Example — temporal types (date, time, datetime-local, month, week)
<input type="date" name="ship_date">
<input type="time" name="slot" step="900">
<input type="datetime-local" name="start">
<input type="month" name="billing_cycle">
<input type="week" name="sprint">
Rendered output — appearance differs by OS/browser
Older Safari versions once lacked some pickers—keep printable ISO strings or textual fallbacks where revenue depends on precise scheduling.
Example — color
<label>Accent <input type="color" name="accent" value="#0d9488"></label>
Rendered output
Example — checkbox and radio
<fieldset><legend>Alerts</legend>
<label><input type="checkbox" name="alert" value="email"> Email</label>
<label><input type="checkbox" name="alert" value="sms"> SMS</label>
</fieldset>
<fieldset><legend>Tier</legend>
<label><input type="radio" name="tier" value="free"> Free</label>
<label><input type="radio" name="tier" value="pro" checked> Pro</label>
</fieldset>
Rendered output
Example — file
<form method="post" enctype="multipart/form-data">
<label>Résumé (PDF)<input type="file" name="resume" accept="application/pdf"></label>
</form>
Rendered output — opens OS picker; nothing uploads from this lesson
Reject dangerous extensions server-side regardless of what accept shows—users can spoof requests.
hidden, submit, reset, button, image
<!-- Hidden: opaque to users — never trust contents -->
<input type="hidden" name="csrf_token" value="opaque-value">
<!-- Button-like inputs; usually prefer real <button> -->
<input type="submit" value="Continue">
<input type="reset" value="Clear">
<input type="button" value="Runs script only">
<input type="image" src="/send.svg" alt="Send form">
No rendered playground for hidden (by design). type="image" submits x/y click coords—mostly legacy.
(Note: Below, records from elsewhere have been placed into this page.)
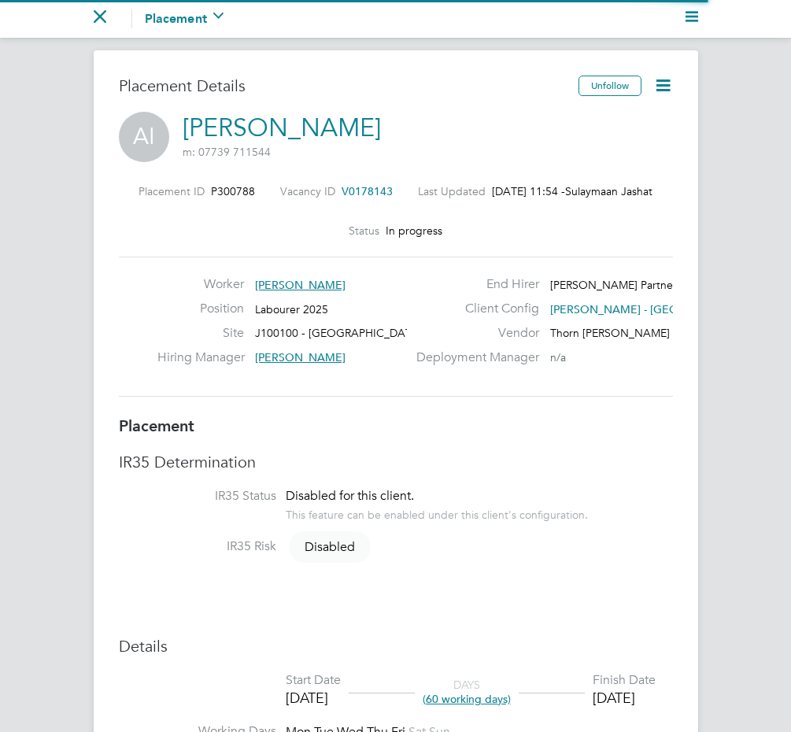 The width and height of the screenshot is (791, 732). What do you see at coordinates (437, 512) in the screenshot?
I see `div: This feature can be enabled under this client's configuration.` at bounding box center [437, 512].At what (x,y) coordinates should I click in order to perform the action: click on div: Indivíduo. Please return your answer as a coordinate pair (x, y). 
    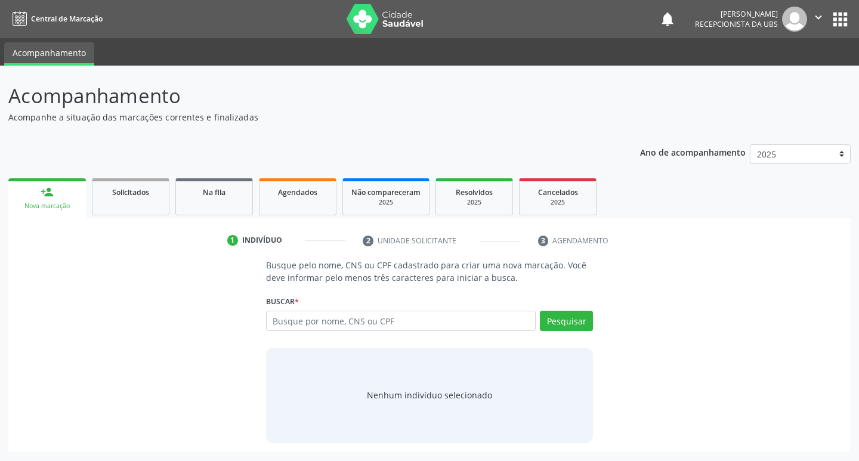
    Looking at the image, I should click on (262, 241).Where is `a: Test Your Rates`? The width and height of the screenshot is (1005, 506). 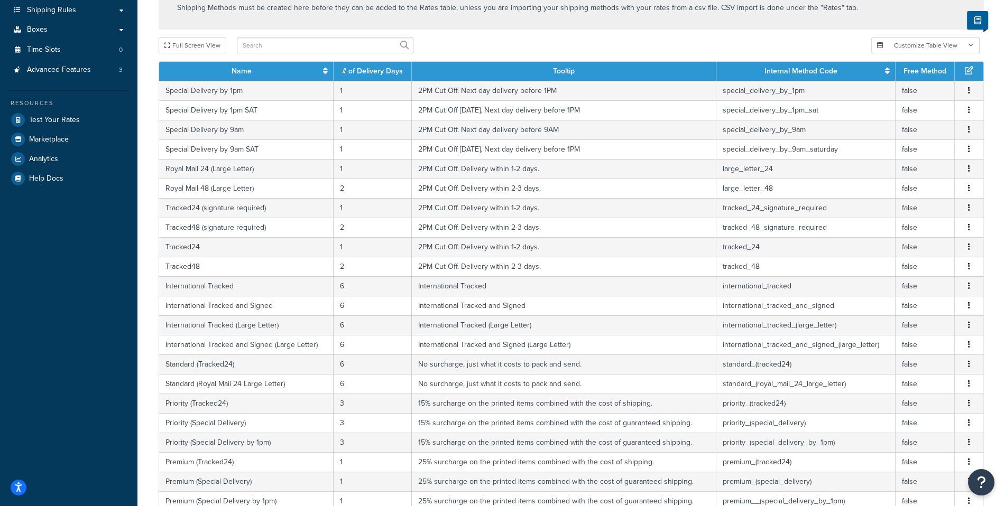 a: Test Your Rates is located at coordinates (69, 120).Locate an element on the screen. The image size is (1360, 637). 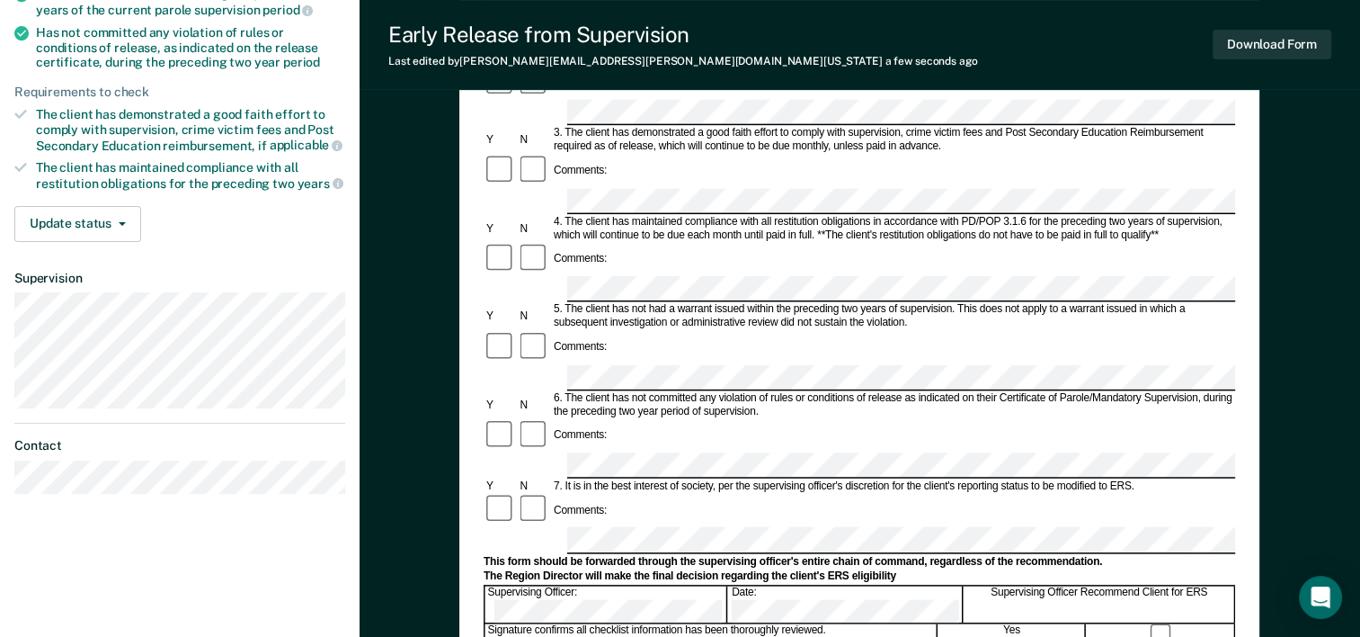
button: Download Form is located at coordinates (1272, 44).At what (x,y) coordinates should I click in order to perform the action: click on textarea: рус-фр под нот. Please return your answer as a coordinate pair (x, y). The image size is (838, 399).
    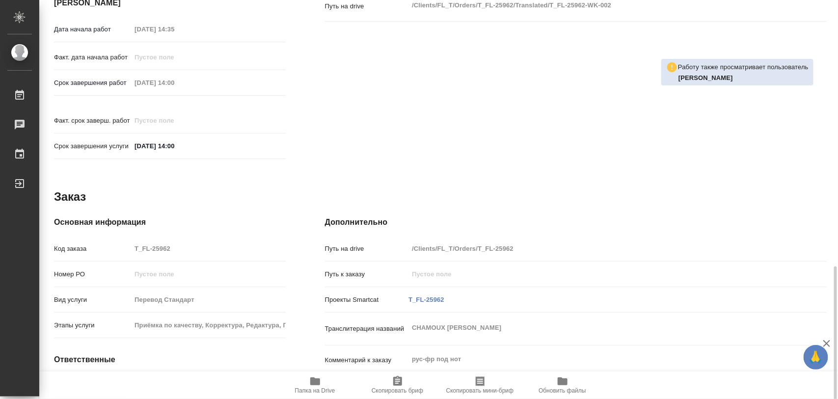
    Looking at the image, I should click on (596, 359).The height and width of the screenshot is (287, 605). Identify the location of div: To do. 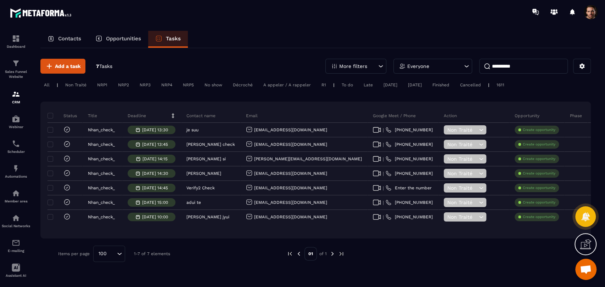
(347, 85).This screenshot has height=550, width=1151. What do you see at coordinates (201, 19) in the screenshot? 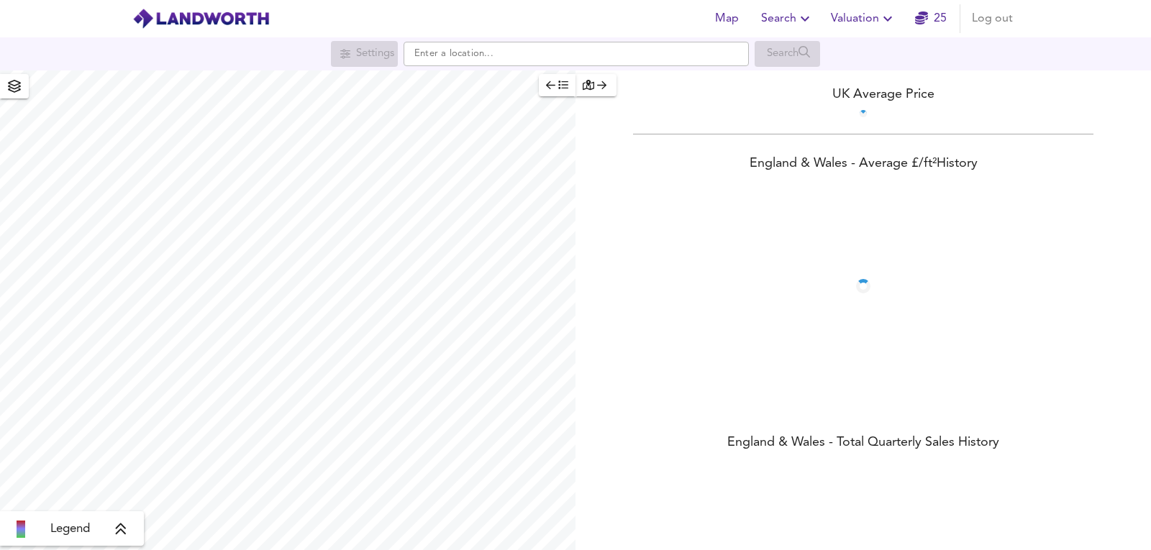
I see `img: logo` at bounding box center [201, 19].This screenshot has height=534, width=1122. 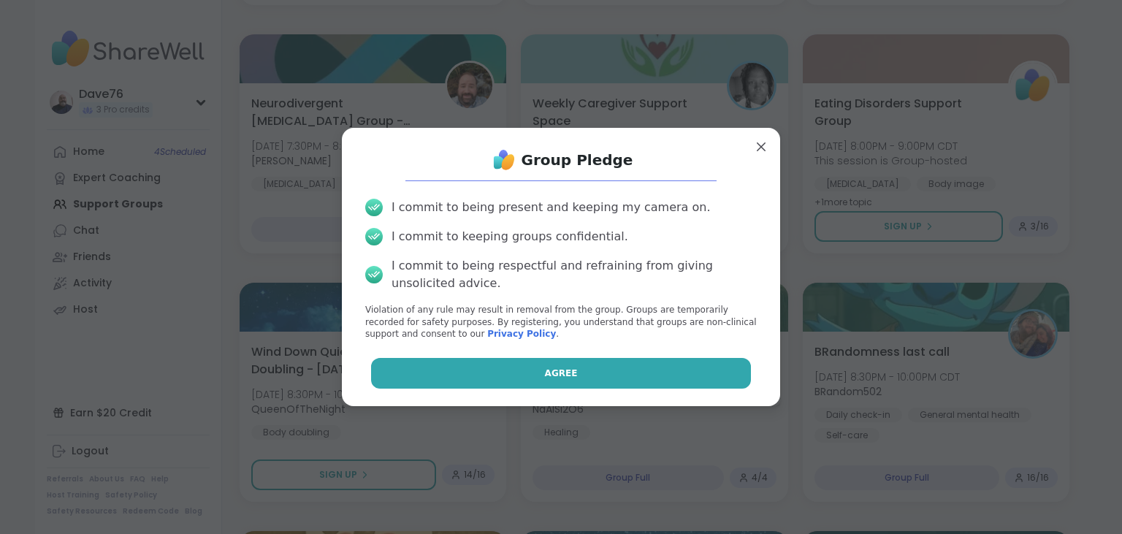 What do you see at coordinates (504, 160) in the screenshot?
I see `img: ShareWell Logo` at bounding box center [504, 160].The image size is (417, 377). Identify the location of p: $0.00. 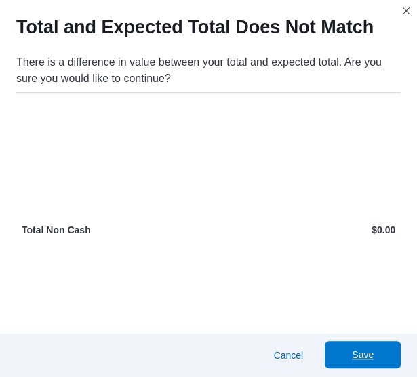
(304, 230).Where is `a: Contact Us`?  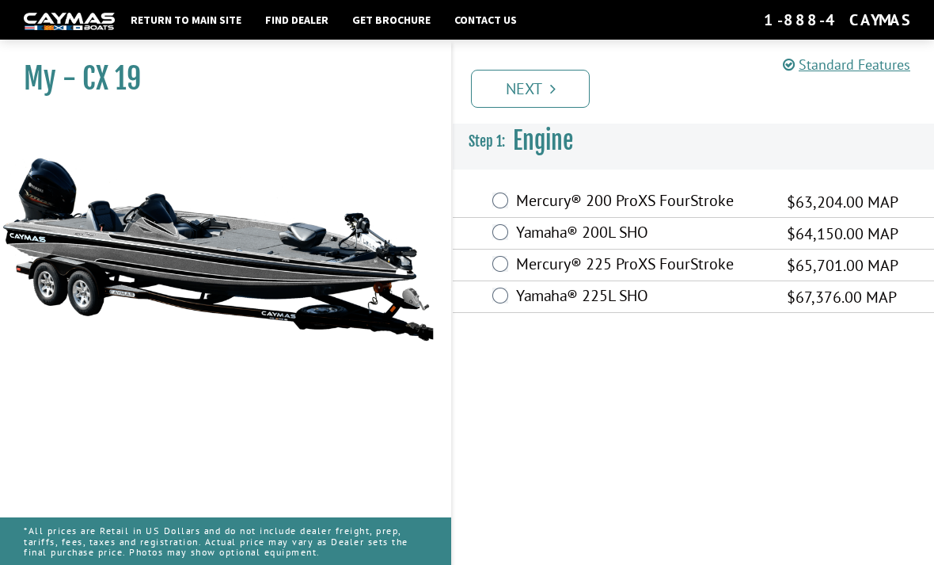 a: Contact Us is located at coordinates (485, 20).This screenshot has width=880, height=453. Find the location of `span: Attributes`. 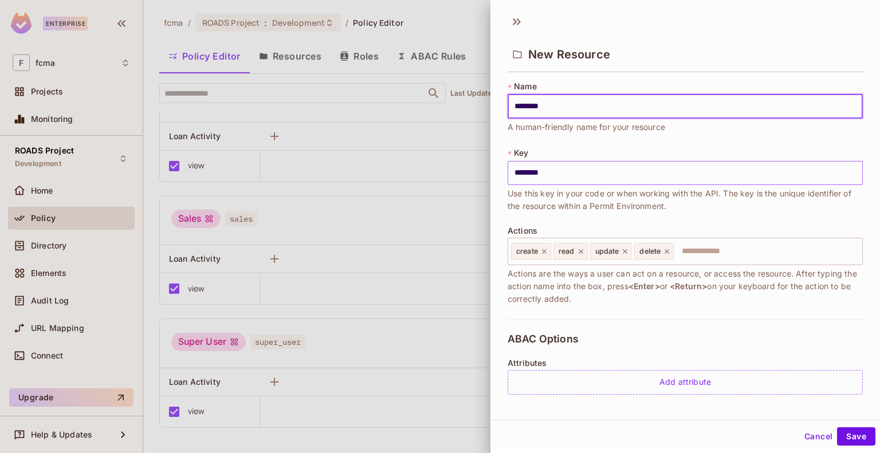

span: Attributes is located at coordinates (527, 363).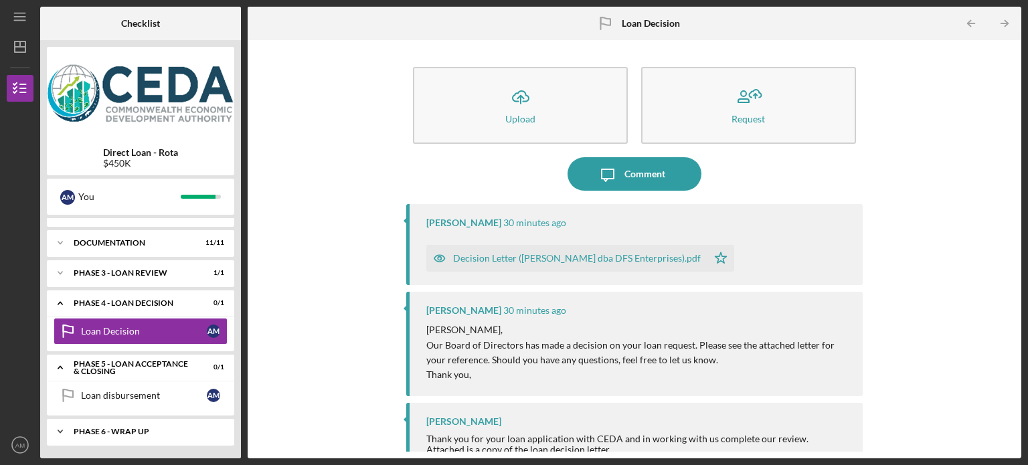 The height and width of the screenshot is (465, 1028). I want to click on div: Loan disbursement, so click(144, 396).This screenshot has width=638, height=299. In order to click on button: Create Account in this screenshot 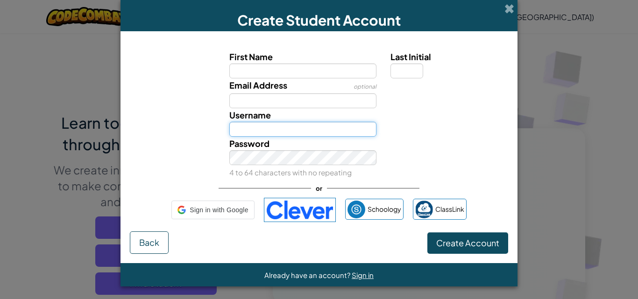, I will do `click(468, 243)`.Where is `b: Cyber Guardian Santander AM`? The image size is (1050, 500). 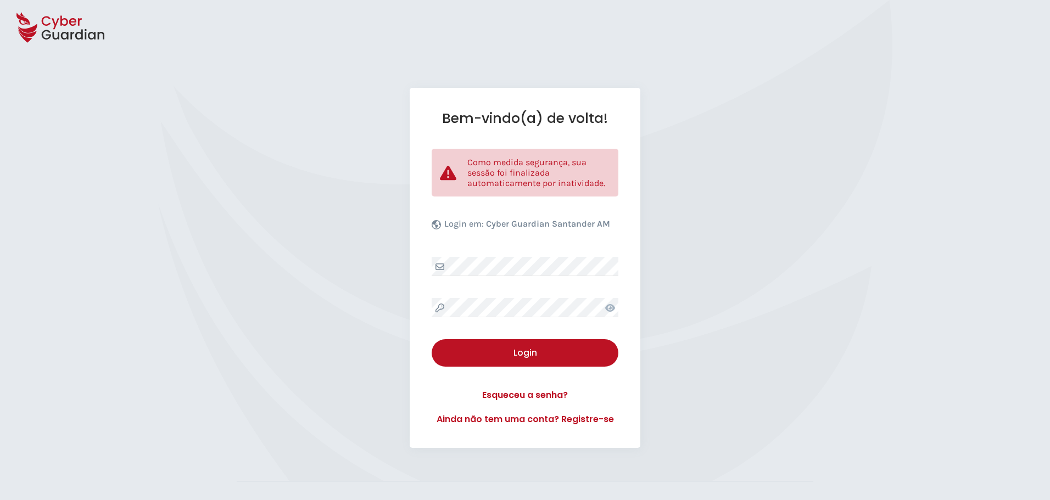 b: Cyber Guardian Santander AM is located at coordinates (548, 224).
Common constraints (combine with native types)
required: must have value before implicit submit constraint validation fires.min/max/step: constrain numbers and most temporal inputs.pattern: regex over the string contents—pair with readable error hints.multipleonemailorfile: allows several addresses or blobs.readonlyvsdisabled: readonly still submits; disabled does not.
Mobile keyboards recap
Add inputmode="numeric" / decimal / tel when type="text" is correct for semantics but you still want a numeric keypad—for OTP boxes, invoices, SKU codes.
Malicious uploads & hidden tampering
- Virus-scan and size-cap every upload; strip metadata if policy demands.
- Rebuild trust on the server—never elevate users based solely on hidden “role=paid” fields.
Important interview questions and answers
- Q: Why are native form controls preferred over custom div-based widgets?
A: They provide built-in semantics, keyboard support, validation hooks, and accessibility behavior. - Q: What does `name` do on form fields?
A: It determines the key sent in form submission payloads; without `name`, values are typically not submitted. - Q: When should you use `type="button"` instead of default buttons in forms?
A: Use `type="button"` for non-submit actions to avoid accidental form submission.
Tip: Use type="email" and type="url" for mobile keyboards and validation hints.